The goat project started out ratioanally enough. We both wanted a home milk supply. And I wanted a home milk supply that wouldn't permanently disable me if it stepped on my feet. So we bought a goat.
Angel quickly taught us that goats come in pairs, at the very least. They like company. They insist on company. We either had to buy a companion for Angel, or resign ourselves to having a goat in the house, dancing on the dining room table and sleeping in bed - between us. So we bought Merry.
From those first two flop-eared Nubians, things escalated, as things do with goats. Take one doe, breed her to a buck, and five months later you have milk... and more goats. Cute little kid goats that you can't bear to part with. Soon our two goats had become thirty.
By then, we had acquired our own buck and learned why goats have the reputation for smelling bad. Angel and Merry had no odor at all. Does don't. Bucks are a different story. The buck's musk glands are designed to attract every doe within fifty miles and repel everything else. And they do.
We also learned that some people (like me) get very attached to goats, and tend to spend all their time either with their animals or talking about them. Others (like Johnny) prefer a normal existence. Goat lovers are almost invariably married to goat resisters.
In a very few years, I progressed (or regressed, depending on your point of view) from mere goatkeeper status to that of full-fledged Dairy Goat Breeder. A Dairy Goat Breeder is someone who has too many goats producing too much milk who deliberately breeeds them together to create even more goats each producing even more milk. This is called genetic progress. The goat owner progresses from mere eccentricity to udder lunacy.

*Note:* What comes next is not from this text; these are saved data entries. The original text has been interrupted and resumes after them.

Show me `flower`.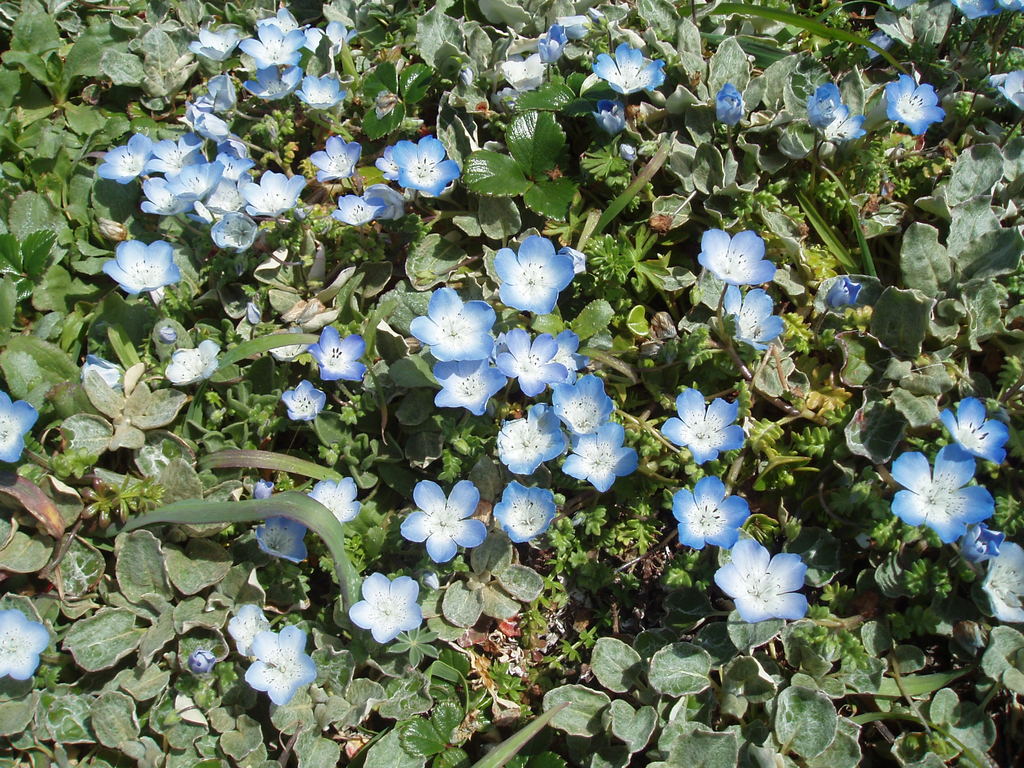
`flower` is here: 490,482,560,539.
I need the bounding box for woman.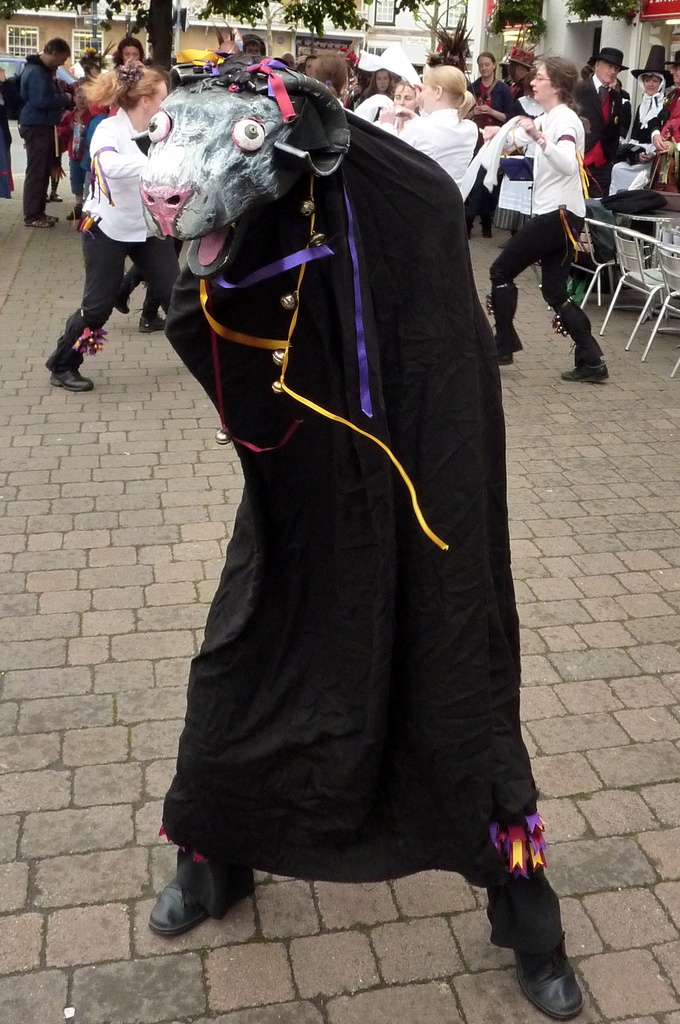
Here it is: x1=489 y1=55 x2=613 y2=387.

Then came the show bug. The show bug is an insidious insect that affects livestock breeders the world over. It causes them to spend many hours of hard work and much money dragging their animals around a dusty show ring while slightly saner people watch. I was bitten years ago. There is no cure.
For me and other goat crazies, life in the goat lane revolves around a four season calendar. Here in western Oregon, those seasons tend to run together: kidding season (winter and spring), show season (spring, summer, and fall), breeding season (fall and winter), and the-two-weeks-between-the-end-of-breeding-season-and-the-beginning-of-kidding-season.
That is, if we're lucky we have two weeks between the end of breeding season and the beginning of kidding season. That's when we reacquaint ourselves with our families. Sometimes, we're surprised to learn our families have grown up and left home while we were out in the barn trimming hooves.
Life in the Goat Lane is a collection of tales about my twenty, crazy, fun-filled years with goats. The first twenty.